The clones charged me. Ignoring the danger, they piled on top of me, reaching for my mobile, trying to rip it out of my fingers. Those nearest to me started to melt, but they still grabbed at my arm, fighting even as the flesh sloughed off their bones.
I backed into a corner, then noticed a sliver of light coming from above. A window, covered with a board.
To the sound of thumping rock music, I held the clones at bay, leaving a half dozen of them melting on the floor. Others gathered opposite me in the room, faces shadowed in the dim room. “How did it really happen?” they asked in unison. “Which Epic killed Steelheart, and how did you take the credit?”
“It’s not like Steelheart was immortal,” I said.
“He was a god.”
“He was a cursed man,” I said, inching my way toward the window. The gooey remnants of bone and flesh steamed off me, evaporating, leaving my clothing as dry as if nothing had happened.
“Just like you are. I’m sorry.”
The clones stepped forward. I used the music to melt those who drew close, but they didn’t seem to care. They marched on, falling to the ground, dissolving to nothing. They kept coming at me until only one stood in the doorway, though I could see shadows of a few more waiting outside. Why were they killing themselves?
One toward the back took out his handgun. It didn’t break as he raised it. Sparks. Mitosis had just been trying to reduce his numbers to make the copies more stable.
I cried out, jumping onto the desk. I had to drop my rifle to rip the board off the window.
A large crack sounded from behind. I felt an immediate thump in my right side, just under my arm—like someone had punched me.
Back in the factory, we would watch old movies every night, after work was done. They’d played on an old television hung from the cafeteria wall. Getting shot didn’t feel like it looked in those shows.

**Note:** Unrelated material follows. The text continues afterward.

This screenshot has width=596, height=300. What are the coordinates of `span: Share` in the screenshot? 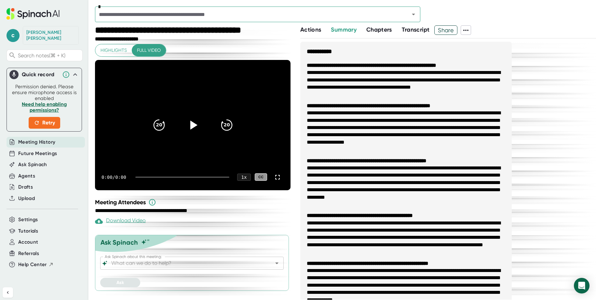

I didn’t gasp and collapse to the ground. I didn’t even realize I’d been shot at first. I thought the clones had thrown something at me.
No pain. Just heat on my side.
That was the blood.
I stared down at the wound. The bullet had ripped out a chunk of flesh just beneath my armpit before cutting through my upper arm. It was messy, all warm and wet. My hand didn’t work right, wouldn’t grip.
I’d been shot. Calamity … I’d been shot.
For a terrifying moment, that was all I could think about. People died when they got shot. I started to shake; the room seemed to be trembling. I was going to die.
Another shot bounced off the wall beside my head.
You’ll die way sooner if you don’t move! a piece of me thought. Now!
I spun and threw my mobile at Mitosis. That worked; when the music got close, his clone wavered and melted. The mobile came to rest in the doorway, warding off those outside. I still had in my earpiece, though, which was connected wirelessly.